Using this measure of recommended long term care setting, we generated a dichotomous measure. The first group (coded 0) were recommended to obtain care in their private residence. The second group (coded 1) were recommended to obtain care in a residential care setting. This variable is the dependent variable for the logistic regression analyses.
Statistical analyses
To model the association between carer characteristics and the probability of residential care recommendations, we fit logistic regression models utilizing Stata 14.0. Initial variable selection was informed by the growing literature on the risk factors of entry to residential care, as outlined above. Variables were entered into the regression and improvement to model fit assessed using the Bayesian Information Criteria following Raftery’s procedure [20]. For both male and female samples, separate regressions are estimated, as previous studies have shown differential determinants and size effects by gender [6].
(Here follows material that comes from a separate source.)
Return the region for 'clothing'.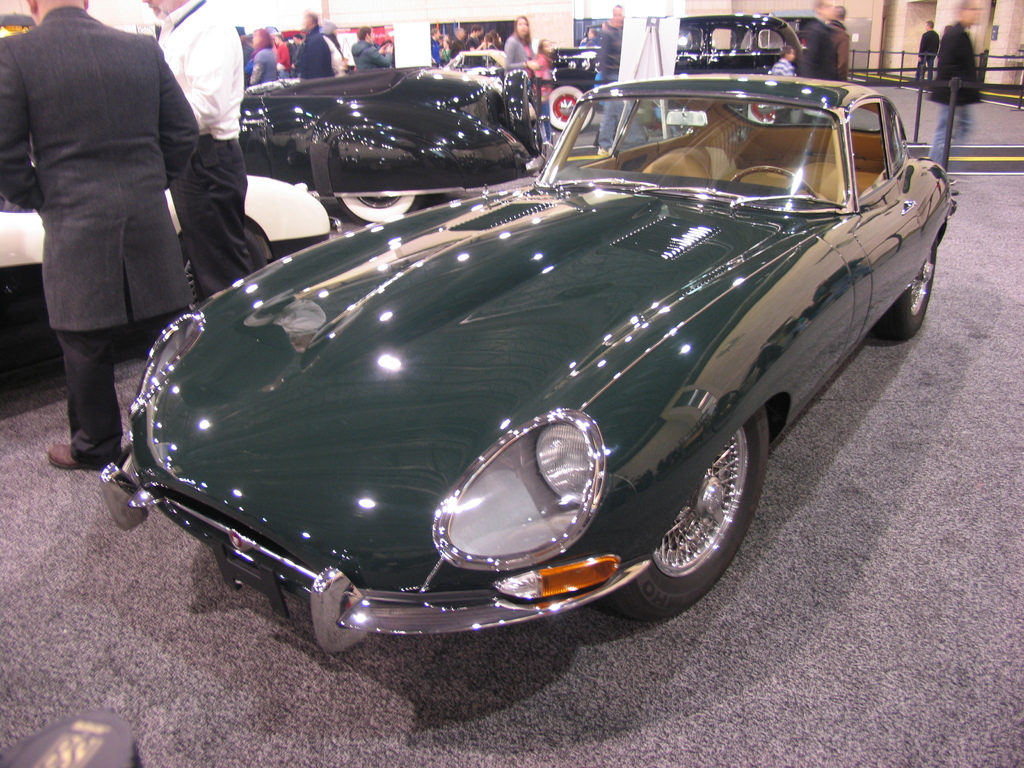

With the gender specific regressions specified, we check the conditioning of the matrix of independent variables to investigate any collinearity influence [21]. The condition numbers were very small providing support for the model specification. Final goodness-of-fit was confirmed using the Hosmer and Lemeshow test [22]. Results by gender were combined into a single parameter vector, to enable testing of regression coefficients between male and female models [23]. Chow tests confirmed that separate male and female models needed to be fitted, as opposed to an aggregate model combining all observations [24] (Chow = 334.98, p < 0.001). We also conduct Wald tests of individual coefficients between male and female models to ascertain any gender differences.
Results
Before turning to the key results, we firstly present descriptive data on patterns of caring collected during ACAP assessments (Table 2). Firstly, it is clear that there are marked gender differences in carer relationships. Indicative of the gender gap in life expectancy, males are more likely to have a partner/wife carer (47%) compared with females (20%). Due to their higher survival, females are in turn more likely to cite carer support from a daughter (35%), or son (18%) when compared to males (18% and 10% respectively). Both groups have similar low proportions of care provision from in-laws, other relatives or friends and neighbours.
Table 2.
Male (%) | Female (%) | ||
---|---|---|---|
Carer Relationship | |||
No Carer | 14.7 | 14.7 | |
Female Partner/Wife | 46.9 | 0.2 | *** |
Male Partner/Husband | 0.2 | 19.7 | *** |
Mother | 0.1 | 0.0 | *** |
Father | 0.0 | 0.0 | *** |
Daughter | 17.9 | 35.4 | *** |
Son | 10.2 | 18.3 | *** |
Daughter In Law | 0.8 | 2.0 | *** |
Son In Law | 0.1 | 0.2 | *** |
Other Relative - Female | 3.2 | 4.4 | *** |
Other Relative - Male | 1.7 | 1.7 | |
Friend/Neighbour - Female | 2.9 | 2.4 | *** |
Friend/Neighbour - Male | 1.2 | 0.9 | *** |
Total | 100 | 100 | |
Carer Co-residence | |||
No Carer | 14.7 | 14.7 | |
Carer Co-resident | 55.7 | 35.4 | *** |
Carer Non Co-resident | 29.6 | 49.9 | *** |
Total | 100 | 100 | |
n= | 114,894 | 166,549 |
Notes: *** p < 0.001for test of proportion between male and female samples
Across all relationship categories, females are more likely to care than males. For example, for male clients about 18% receive care from a daughter relative to 10% from a son. The gender differences are considerably higher for female clients (35% receive care from a daughter compared with 18% receiving care from a son). Again reflective of differential survival prospects, men are more likely to have a co-resident carer (56%) when compared to women (35%). Overall, equal proportions of males and females accessed through the ACAP program have no carer (about 15%).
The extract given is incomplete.